My serin2 statement differs from the examples in the book in many ways. And I don't know which differences are important. I've tried lots of variations, and the error is not "plain as day" to me. Can I just get an answer? I promise I have not come the forum as a first resort.
My point exactly: You're serin2 statement differs from the examples in the book in many ways.
Does that tell you anything? Such as that if it differs, it probably won't work right.
Try to make your serin2 statement look like something in the book. Compare the SERIN with the SERIN2 statement. What's different about the two? Specifically, the 3rd paragraph of Page 132 and the 2nd paragraph of Page 130.
It's just that easy! Really it is.
You could 'just get an answer', but you're not going to learn anything about learning anything.
The following code works. Serin2 modes differ from serin modes, and I think the variables for serin and serout ports have to have numbers.
DEFINE OSC 20
S0 var portb.0 ' Define serial out pin
S1 var portb.1 ' Define serial in pin
RDR1 VAR portb.3 ' serial in from reader
RST1 VAR portb.2 ' reader reset
B0 var byte 'byte variable
tag var BYTE[10] ' Creates a byte array of 10 bytes
HIGH RST1 'reset Reader
loop: Serin S1,6,B0 ' B0 = input character
PAUSE 1500 'wait a sec
Serout S0,6,["ready "] 'Send ready
SERIn2 RDR1, 16468,[skip 2, STR tag\10] 'read in tag ID
SEROUT S0,6,["got the code: "] 'acknowledge
print: Serout2 S0,16468,[STR tag] 'send out tag ID
Serout S0,6,[" done"] 'print done
Goto loop 'do it again
Good game....That's what I was getting at the whole time.
SERIN/SEROUT; use modes (t2400, n9600, etc)
SERIN2/SEROUT2; you have to figure out the 'mode number' depending on what you want to do according to the manual (or towards the back somewhere there's a table with a lot of values already in it). But one of the advantages of the SERIN2/SEROUT2 over regular SERIN/SEROUT is that you can set it up to run at 4,578 baud if you want (I don't know if that works out in the math, but I think you get my point), that and the big one is the much better string/variable handling options.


→ **Activity**: Collect all lines containing the word "left" from the data.

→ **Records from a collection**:
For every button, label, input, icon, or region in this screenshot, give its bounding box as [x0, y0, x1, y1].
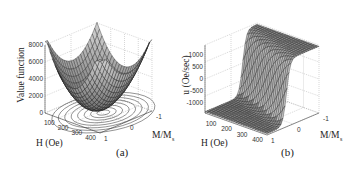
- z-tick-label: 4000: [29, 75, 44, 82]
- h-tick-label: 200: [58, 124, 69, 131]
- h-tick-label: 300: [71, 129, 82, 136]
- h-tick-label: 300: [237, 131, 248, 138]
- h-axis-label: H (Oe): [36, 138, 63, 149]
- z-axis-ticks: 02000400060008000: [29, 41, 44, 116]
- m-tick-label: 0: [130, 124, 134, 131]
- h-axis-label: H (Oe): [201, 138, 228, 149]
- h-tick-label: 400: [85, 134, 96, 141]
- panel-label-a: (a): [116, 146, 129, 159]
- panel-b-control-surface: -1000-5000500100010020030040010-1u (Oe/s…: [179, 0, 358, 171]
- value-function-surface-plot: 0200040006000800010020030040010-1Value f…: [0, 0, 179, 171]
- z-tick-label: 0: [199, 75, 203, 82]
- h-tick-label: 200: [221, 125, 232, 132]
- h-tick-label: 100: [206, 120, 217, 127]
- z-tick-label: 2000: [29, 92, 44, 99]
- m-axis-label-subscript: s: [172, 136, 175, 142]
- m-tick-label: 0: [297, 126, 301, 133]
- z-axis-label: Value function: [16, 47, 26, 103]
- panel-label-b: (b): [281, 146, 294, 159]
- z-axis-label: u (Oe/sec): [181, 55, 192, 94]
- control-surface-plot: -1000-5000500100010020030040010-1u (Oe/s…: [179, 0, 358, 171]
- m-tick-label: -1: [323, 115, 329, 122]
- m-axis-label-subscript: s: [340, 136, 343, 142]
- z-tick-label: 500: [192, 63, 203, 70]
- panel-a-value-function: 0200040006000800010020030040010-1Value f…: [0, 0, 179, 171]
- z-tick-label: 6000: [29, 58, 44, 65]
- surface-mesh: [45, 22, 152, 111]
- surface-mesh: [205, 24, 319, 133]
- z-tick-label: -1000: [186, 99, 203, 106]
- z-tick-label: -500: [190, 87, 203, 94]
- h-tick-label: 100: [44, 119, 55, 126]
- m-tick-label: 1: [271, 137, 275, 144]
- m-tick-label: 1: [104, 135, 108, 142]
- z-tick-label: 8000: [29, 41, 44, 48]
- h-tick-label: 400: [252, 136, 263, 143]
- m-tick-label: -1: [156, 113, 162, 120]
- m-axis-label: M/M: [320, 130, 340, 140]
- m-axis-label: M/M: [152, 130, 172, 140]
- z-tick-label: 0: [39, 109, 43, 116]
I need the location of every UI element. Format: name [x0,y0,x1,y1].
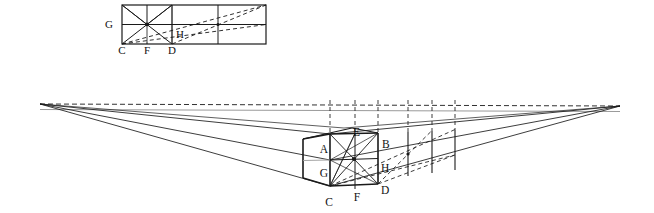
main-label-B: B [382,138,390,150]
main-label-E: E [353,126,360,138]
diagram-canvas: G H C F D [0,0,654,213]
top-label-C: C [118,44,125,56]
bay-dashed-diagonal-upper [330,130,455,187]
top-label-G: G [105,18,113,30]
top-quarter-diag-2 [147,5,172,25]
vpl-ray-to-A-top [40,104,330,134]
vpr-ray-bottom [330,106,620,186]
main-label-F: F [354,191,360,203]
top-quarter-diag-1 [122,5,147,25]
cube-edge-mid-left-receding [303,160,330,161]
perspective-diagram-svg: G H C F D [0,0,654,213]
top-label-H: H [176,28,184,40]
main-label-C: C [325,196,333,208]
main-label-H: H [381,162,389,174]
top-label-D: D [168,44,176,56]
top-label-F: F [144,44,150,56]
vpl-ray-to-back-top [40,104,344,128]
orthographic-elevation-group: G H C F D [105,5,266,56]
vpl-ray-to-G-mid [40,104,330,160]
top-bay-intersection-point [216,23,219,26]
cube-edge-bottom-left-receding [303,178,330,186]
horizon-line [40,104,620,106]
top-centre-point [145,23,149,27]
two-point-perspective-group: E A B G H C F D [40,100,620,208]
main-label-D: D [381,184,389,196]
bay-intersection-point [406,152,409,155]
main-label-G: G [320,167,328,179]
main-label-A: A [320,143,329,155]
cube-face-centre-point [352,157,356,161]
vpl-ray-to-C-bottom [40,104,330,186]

→ **Written reply**:
cube-edge-mid-left-receding [303,160,330,161]
cube-edge-bottom-left-receding [303,178,330,186]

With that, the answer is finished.